There are 153 essays. most with only a half-page to four pages each, not greatly detailed. Certain themes stand out from many contributors:
1. Organized violence is hitting an all time low. One may not believe it by listening/watching the brinwashing happening in the press and on the sensationalized network news channels, but the statistics are clear. In the future, live internet access to anywhere on earth by GPS will cause exploiters of all cloths to have to resort to the Grouch Marx line “Are you going to believe me or your lying eyes.”
2. We’re on the threshold of an era of unbelievable abundance. We will be able to make a self-replicating machine that will absorb energy through solar cells and be working for humanity by the millions. We will figure out ways to harness solar energy more efficiently and not need to use carbon/nuclear energy sources that pollute the environment.
3. Research in physics has been dominated by string theory in recent years which so far is untestable. New technologies will produce astounding insights very soon. The LHC (Large Hadron Collider) will advance the Standard Model and will find the Higgs boson or perhaps something unexpected. The new LIGO detectors may find gravitational waves. Arrays of wide-field telescopes on earth are being programmed to rapidly scan the universe. PLANCK is Europe’s first space mission to study the relic radiation from the Big Bang, cosmic microwave background radiation. The AUGER array in Argentina will collect and quantify this same radiation. The GLAST satellite placed in orbit in May, 2008 to study the extreme universe without having to deal with earth’s atmosphere. All these projects involve multiple nations and are guaranteed to provide astronomers and physicists with a new plethora of evidence to glean over for years.
4. On the many mentions of religion, a few of which are sympathetic, all of them seeing a decrease in the conflict between science and religion: “The number of people who realize how much of religious belief is non-sensical will continue to grow…I expect to live to see the evaporation of the powerful mystique of religion…a final scientific enlightenment will deal an overdue deathblow to religion and other juvenile superstitions…we will learn to shed the unessential dogmas, rules, definitions, and prejudices that religions have built up over the centuries and millennia…people will begin to see science as a vehicle for mutual understanding and for respecting life. Science will teach people these lessons, instead of simply trying to rob them of their faith and offering nothing in return.”
5. Climate change and its solutions draw much attention. The consensus is that technology exists now to reverse the trend with fairly simple engineering techniques. Unfortunately, getting the politicians to steer the world in the correct direction will be like herding cats. At the same time, the political winds are blowing the right way thanks to tragedies like the BP Oil spill and the onset of the current economic crisis, people are beginning to see the benefit of more efficient systems and once we pass a tipping point, we will solve the problem. Solar power capturing technologies of the future will eventually do away with the need for polluting fuels.

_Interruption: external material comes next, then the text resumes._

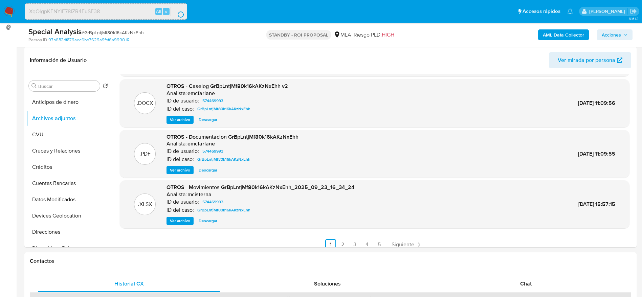 The width and height of the screenshot is (642, 297). What do you see at coordinates (68, 135) in the screenshot?
I see `button: CVU` at bounding box center [68, 135].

Every reader will undoubtedly find some articles that might seem too optimistic, too unrealistic, too uninteresting, or just wrong. However, most provide good food for thought and every third or fourth one provides a nice “aha!”. The book covers such a wide plethora of topics, I have barely touched the surface in this review. Most anyone should find parts of it fascinating and this book is especially meant for cynics who are in need of a realistic dose of optimism from minds that will shape a better cleaner more thinking future.